Output the listing below verbatim.

[[ Information open ]]

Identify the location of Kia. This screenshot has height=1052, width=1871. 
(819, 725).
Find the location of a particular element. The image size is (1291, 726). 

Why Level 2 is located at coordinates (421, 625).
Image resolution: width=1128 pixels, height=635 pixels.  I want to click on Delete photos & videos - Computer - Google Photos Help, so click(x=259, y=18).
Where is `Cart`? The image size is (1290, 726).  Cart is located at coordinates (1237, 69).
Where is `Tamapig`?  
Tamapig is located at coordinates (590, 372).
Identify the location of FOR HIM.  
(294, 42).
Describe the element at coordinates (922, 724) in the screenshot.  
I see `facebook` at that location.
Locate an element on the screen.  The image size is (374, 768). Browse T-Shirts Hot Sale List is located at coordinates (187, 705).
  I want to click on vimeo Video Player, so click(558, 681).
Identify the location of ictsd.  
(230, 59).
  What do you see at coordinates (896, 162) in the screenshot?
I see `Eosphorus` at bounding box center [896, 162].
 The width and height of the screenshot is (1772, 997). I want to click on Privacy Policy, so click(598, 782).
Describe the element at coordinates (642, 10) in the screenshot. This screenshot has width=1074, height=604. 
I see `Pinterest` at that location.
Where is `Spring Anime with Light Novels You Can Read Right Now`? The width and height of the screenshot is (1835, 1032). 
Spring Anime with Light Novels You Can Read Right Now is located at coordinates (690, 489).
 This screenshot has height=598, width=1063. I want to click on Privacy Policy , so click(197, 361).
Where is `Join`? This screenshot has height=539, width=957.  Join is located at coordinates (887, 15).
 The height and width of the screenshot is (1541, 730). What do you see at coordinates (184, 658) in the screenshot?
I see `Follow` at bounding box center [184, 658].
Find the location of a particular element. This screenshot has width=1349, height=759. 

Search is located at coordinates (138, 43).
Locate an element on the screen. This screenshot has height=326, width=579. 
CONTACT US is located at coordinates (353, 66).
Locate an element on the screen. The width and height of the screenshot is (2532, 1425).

[[ Information closed ]]

### The completed task
Identify the location of Kia. This screenshot has height=1052, width=1871. 
(819, 725).
Find the location of a particular element. The image size is (1291, 726). 

Why Level 2 is located at coordinates (421, 625).
Image resolution: width=1128 pixels, height=635 pixels.  I want to click on Delete photos & videos - Computer - Google Photos Help, so click(x=259, y=18).
Where is `Cart`? The image size is (1290, 726).  Cart is located at coordinates (1237, 69).
Where is `Tamapig`?  
Tamapig is located at coordinates (590, 372).
Identify the location of FOR HIM.  
(294, 42).
Describe the element at coordinates (922, 724) in the screenshot.  
I see `facebook` at that location.
Locate an element on the screen.  The image size is (374, 768). Browse T-Shirts Hot Sale List is located at coordinates (187, 705).
  I want to click on vimeo Video Player, so click(558, 681).
Identify the location of ictsd.  
(230, 59).
  What do you see at coordinates (896, 162) in the screenshot?
I see `Eosphorus` at bounding box center [896, 162].
 The width and height of the screenshot is (1772, 997). I want to click on Privacy Policy, so click(598, 782).
Describe the element at coordinates (642, 10) in the screenshot. This screenshot has width=1074, height=604. 
I see `Pinterest` at that location.
Where is `Spring Anime with Light Novels You Can Read Right Now`? The width and height of the screenshot is (1835, 1032). 
Spring Anime with Light Novels You Can Read Right Now is located at coordinates (690, 489).
 This screenshot has height=598, width=1063. I want to click on Privacy Policy , so click(197, 361).
Where is `Join`? This screenshot has height=539, width=957.  Join is located at coordinates (887, 15).
 The height and width of the screenshot is (1541, 730). What do you see at coordinates (184, 658) in the screenshot?
I see `Follow` at bounding box center [184, 658].
Find the location of a particular element. This screenshot has width=1349, height=759. 

Search is located at coordinates (138, 43).
Locate an element on the screen. This screenshot has height=326, width=579. 
CONTACT US is located at coordinates (353, 66).
Locate an element on the screen. The width and height of the screenshot is (2532, 1425).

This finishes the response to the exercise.